Action Requested: 54 Baha'is Arrested in Iran

May 31, 2006

A call to action dated May 25, 2006, written to 300+ URI Cooperation Circles worldwide as well as the URI Global Council:

Dear Friends,

Yesterday I shared a press release about the recent arrest of 54 Bahá’ís in Shiraz, Iran, with the uri-discussion mailing list, mentioning the portion of the URI preamble that says "We unite to support freedom of religion and spiritual expression, and the rights of all individuals and peoples as set forth in international law," but despairing of what URI members could do to react. With no concrete suggestions, I chose to send it to the discussion list instead of the CC Contacts list.

This morning a friend responded, calling me to have greater “moral imagination” as John Paul Lederach calls it. This is a concept that has been embraced in the new URI peacebuilding project led by Barbara Hartford, Abraham Karickam, and Libby Hoffman, among others. As I recall it, moral imagination is about envisioning positive resolutions to conflict – and then setting to work on bringing them about. And she is absolutely correct.

His Holiness Bahá’u’lláh, founder of the Bahá’í Faith, formally announced His distinct religious dispensation in April, 1863, in Baghad. He was presaged by another Prophet, called the Báb, who had Himself proclaimed a new religion in May of 1844. Both quickly gained many followers in Persia and the Ottoman Empire; today there are Bahá’ís in nearly every country or territory in the world. But ever since 1844 the Báb and Bahá’u’lláh have been opposed to varying degrees by the governments of Persia/Iran. Since the Iranian revolution in 1979, more than 200 Bahá’ís are known to have been executed, assassinated, died in prison, or killed by mobs. Countless more have been denied educational and career opportunities; cemeteries and holy places have been desecrated or destroyed; random arrests, kidnappings, and interrogations have been frequent.

This is but the briefest of background explanations. Many members of the URI are already familiar with the situation. One source of further details of the current and past persecution faced by the Bahá’ís of Iran is http://www.bahai.org/persecution/iran. There you will also find documentation about the United Nations Special Rapporteur on freedom of religion or belief’s statement of March 22nd, 2006, expressing concern about increased official persecution of the Bahá’ís of Iran.

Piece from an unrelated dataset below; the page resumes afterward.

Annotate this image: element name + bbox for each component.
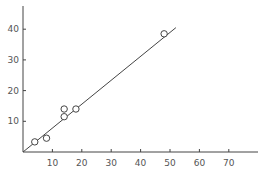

International awareness and pressure have, in several past situations, helped to ameliorate the situation for individual Bahá’ís. Although we – that same “we” that has “unite[d] to support freedom of religion,” – do not have any means for directly affecting the fates of the 53 people who remain under arrest, we can and should bring the international spotlight onto the situation. Therefore, I would like to make the following humble suggestions, from one CC member to the rest of the CCs of the world:

  1. That all URI Cooperation Circles request that their state departments and Ambassadors to Iran and/or the United Nations ask the government of Iran to fully explain the reason for these and other seemingly-arbitrary arrests of Bahá’ís and to immediately bring full, transparent due process to their cases;
  2. That the URI Global Council and/or Executive Director, as appropriate, ask the URI Representative to the UN to do likewise;
  3. That the URI Global Council issue a resolution affirming its own “support of freedom of religion and spiritual expression, and the rights of all individuals and peoples as set forth in international law” with respect to the persecution of Bahá’ís in Iran.